Governments across Europe that borrowed heavily during the pandemic and energy crisis are trying to put their financial house in order. Countries in the south have largely brought deficits back down to where they were before the pandemic, but governments further north, struggling to raise revenue amid weak growth, are heading in the opposite direction.
France is expected to run a deficit of 5.4% of GDP this year, compared with 2.4% before the pandemic. Budget gaps in the U.K., Austria and Belgium are above 4%.
Germany is spending up to 1 trillion euros, equivalent to $1.15 trillion, on infrastructure and defense. That move is likely to boost growth but drive its deficit well above the 3% annual cap that was written into the EU treaty—at the insistence of then-Chancellor Helmut Kohl—that paved the way for the currency bloc.
Spending needs are likely to grow even more in the years ahead as countries face aging populations, defense pledges, expenditures on the green-energy transition and a steep rise in debt interest payments. But so far, attempts to trim the welfare state to accommodate other spending claims are failing.
France has seen three governments fall in the past year over plans to cut spending. Prime Minister Sébastien Lecornu, who resigned in early October but was reappointed a few days later, has announced plans to suspend Emmanuel Macron’s signature pension overhaul that progressively raises the retirement age.
“There’s clearly a recognition that something has to be done," said S&P’s Gill. “The issue is there’s not much consensus on what exactly." The gridlock led S&P to announce a surprise sovereign ratings downgrade on France last month.
Absent economic growth, voters are unhappy and drifting to parties on the far right and left.

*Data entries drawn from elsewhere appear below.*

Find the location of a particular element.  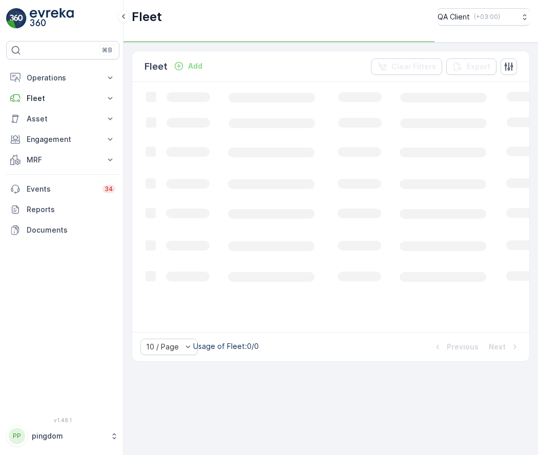

p: Documents is located at coordinates (71, 230).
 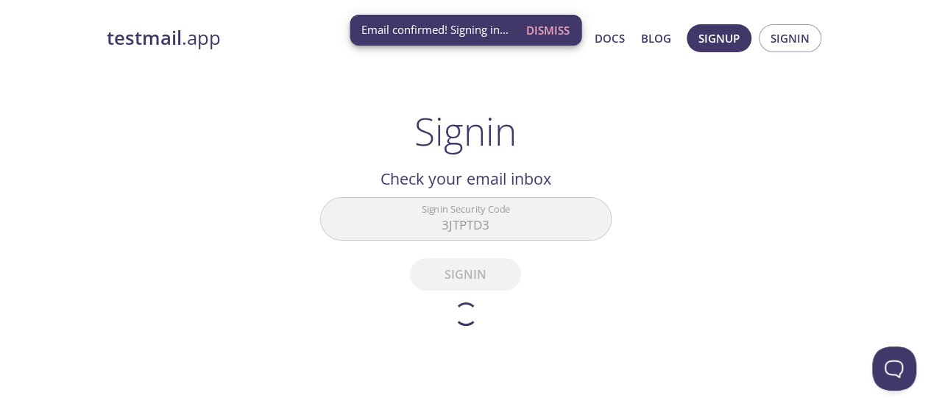 I want to click on span: Signup, so click(x=719, y=38).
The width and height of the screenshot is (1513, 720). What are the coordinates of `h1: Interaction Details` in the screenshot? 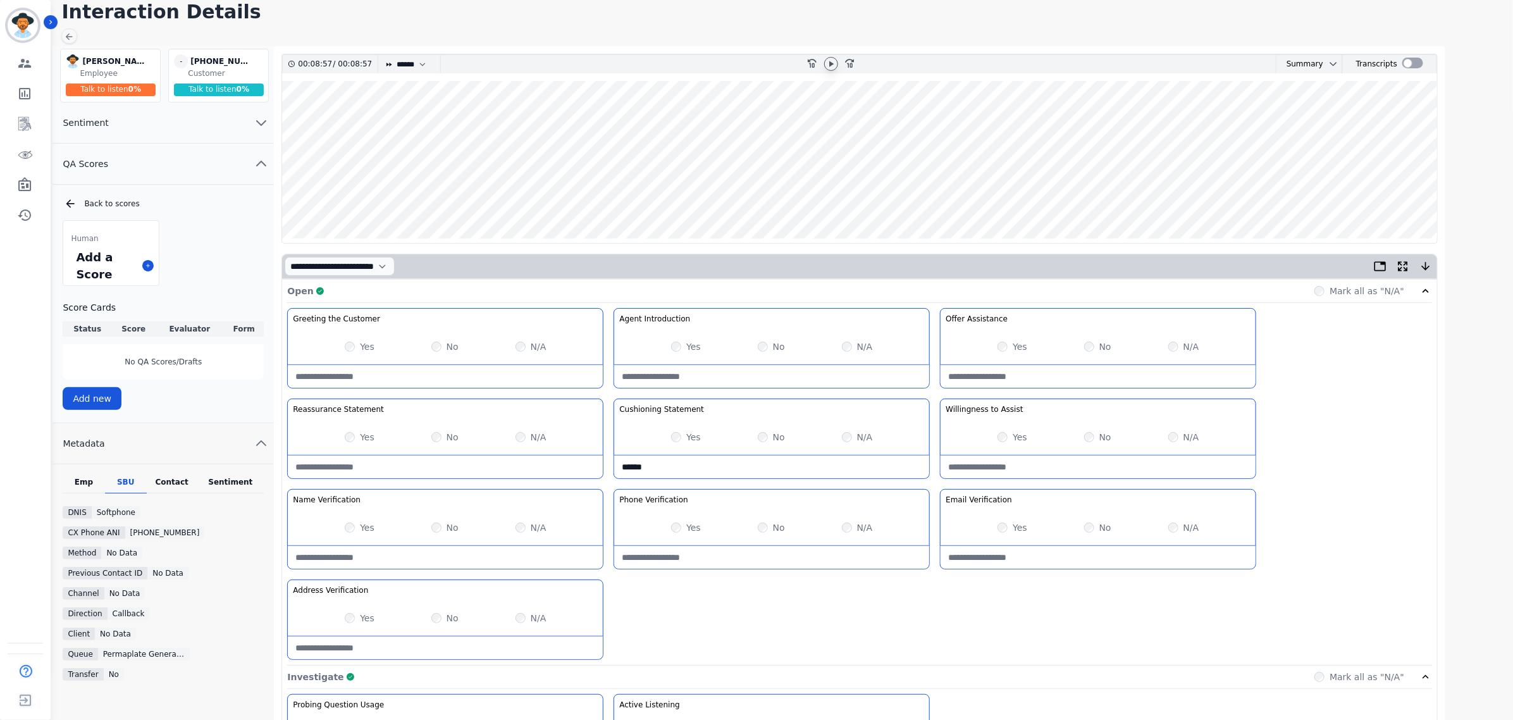 It's located at (787, 12).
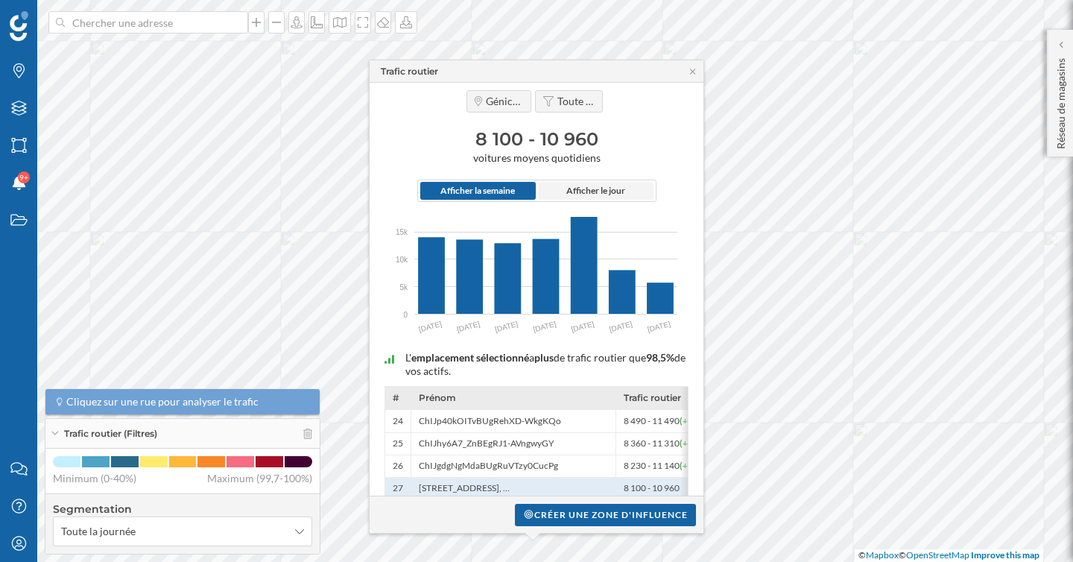  Describe the element at coordinates (163, 402) in the screenshot. I see `span: Cliquez sur une rue pour analyser le trafic` at that location.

That increased political fragmentation has made it harder to build consensus for painful economic policies.
“There is a fiscal doom-loop link between very challenging fiscal policy and political stability that is becoming reinforcing," said Mujtaba Rahman, managing director for Europe at Eurasia Group. “In France, U.K., and potentially Germany, the challenges over public finances reinforce political instability that makes it harder to reform these things."
Some question whether massive bond-buying programs carried out by the European Central Bank and others after the financial crisis, and again during the pandemic, are partly to blame. So-called quantitative easing helped economies weather the crisis by making borrowing cheaper for businesses, households and the government. But some economists believe these central-bank backstops create a “moral hazard" for governments, reducing their need to run balanced budgets or deal with mounting debts.

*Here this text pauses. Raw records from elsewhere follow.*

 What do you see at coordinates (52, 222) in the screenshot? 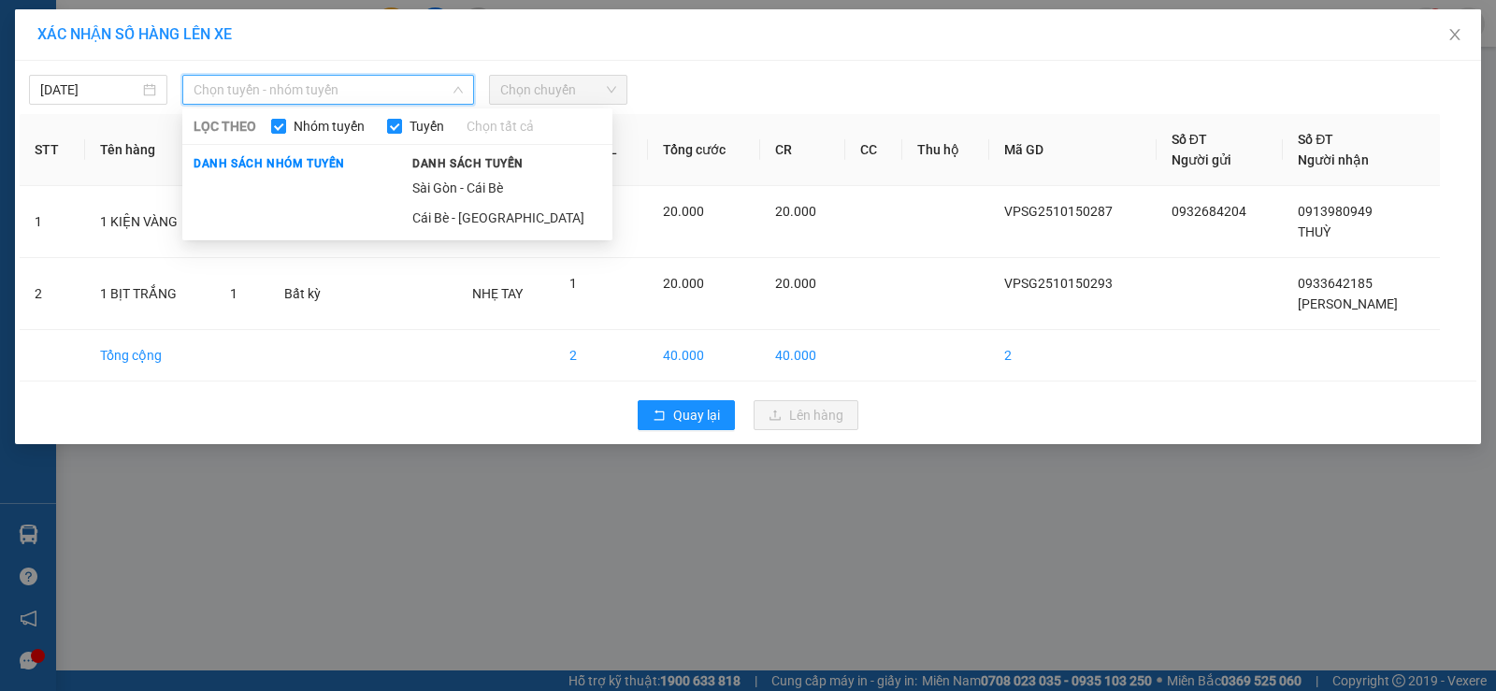
I see `td: 1` at bounding box center [52, 222].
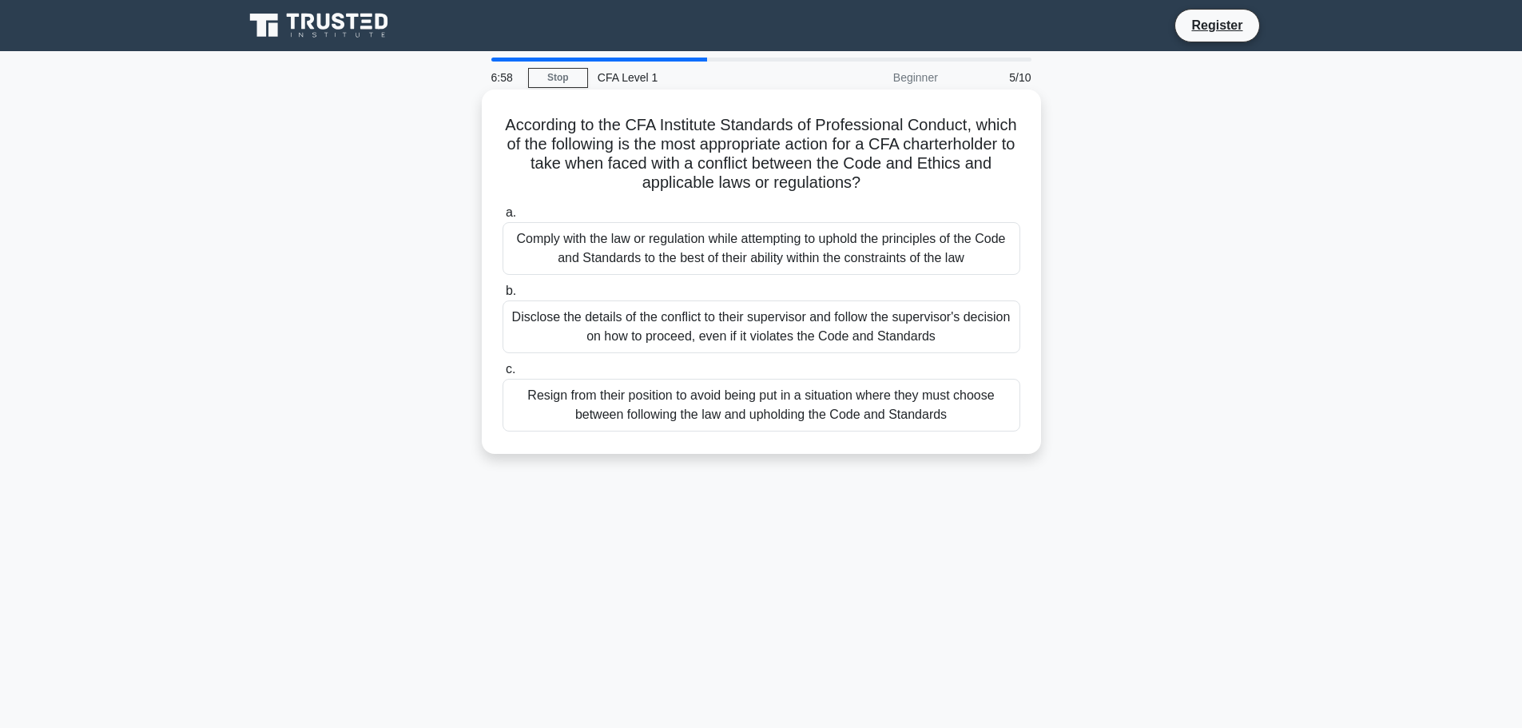  Describe the element at coordinates (1217, 25) in the screenshot. I see `a: Register` at that location.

“At the moment, no country has reached the tipping point, in part because the ECB is there in the background," said Rahman. “But reaching the tipping point may be exactly what’s needed to address these slow-building challenges." If they don’t, the risk of a disorderly crisis grows, and so does the potential long-term damage.

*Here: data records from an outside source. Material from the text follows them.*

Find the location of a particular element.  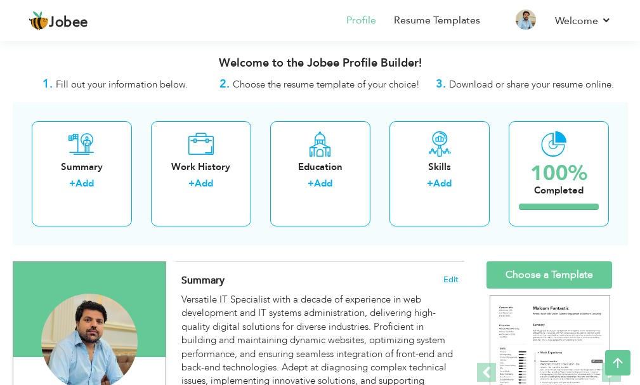

a: Resume Templates is located at coordinates (437, 20).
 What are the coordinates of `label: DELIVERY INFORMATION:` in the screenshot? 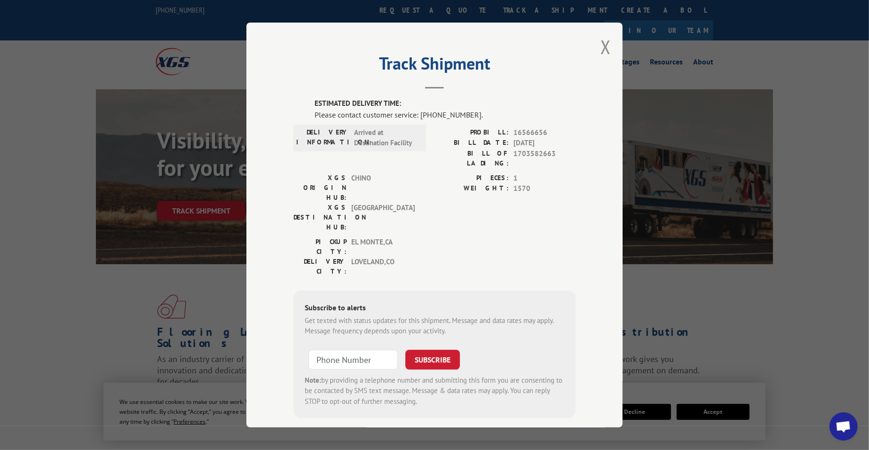 It's located at (322, 137).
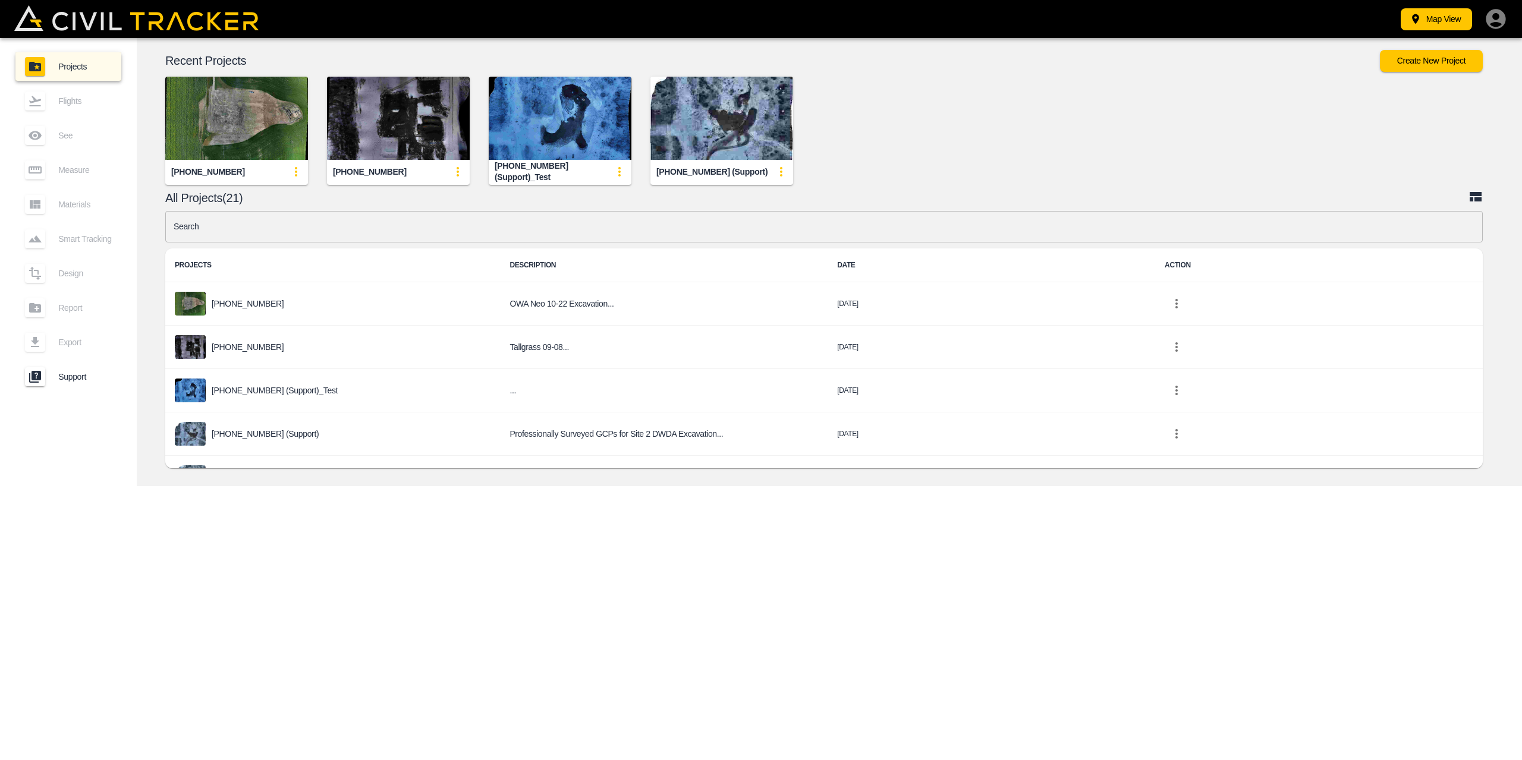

The U.K., too, is struggling to address its rising debt and soaring spending. Prime Minister Keir Starmer shelved a plan to pare back some disability benefits this summer after lawmakers in his own Labour Party rebelled. In the coming weeks, the government is set to announce a budget plan that relies largely on tax increases instead of spending cuts. The U.K. government has pledged to balance the budget and bring down its debt burden by the end of the decade, though economists are skeptical those goals will be met.
Mahmood Pradhan, head of global macro at French asset manager Amundi, said European countries aren’t facing an imminent debt crisis. Germany in particular has a relatively low debt burden, at 64% of GDP. France’s borrowing costs have jumped this year—topping Italy’s—but the government has had no trouble finding buyers for its debt.
But he warns countries that overspend now risk tying their hands for future crises.
“The real handicap is that Europe will not have the fiscal space to respond to future shocks," he said. “Governments can’t stand and do nothing, but it’s likely in future shocks, governments will have to take trade-offs seriously."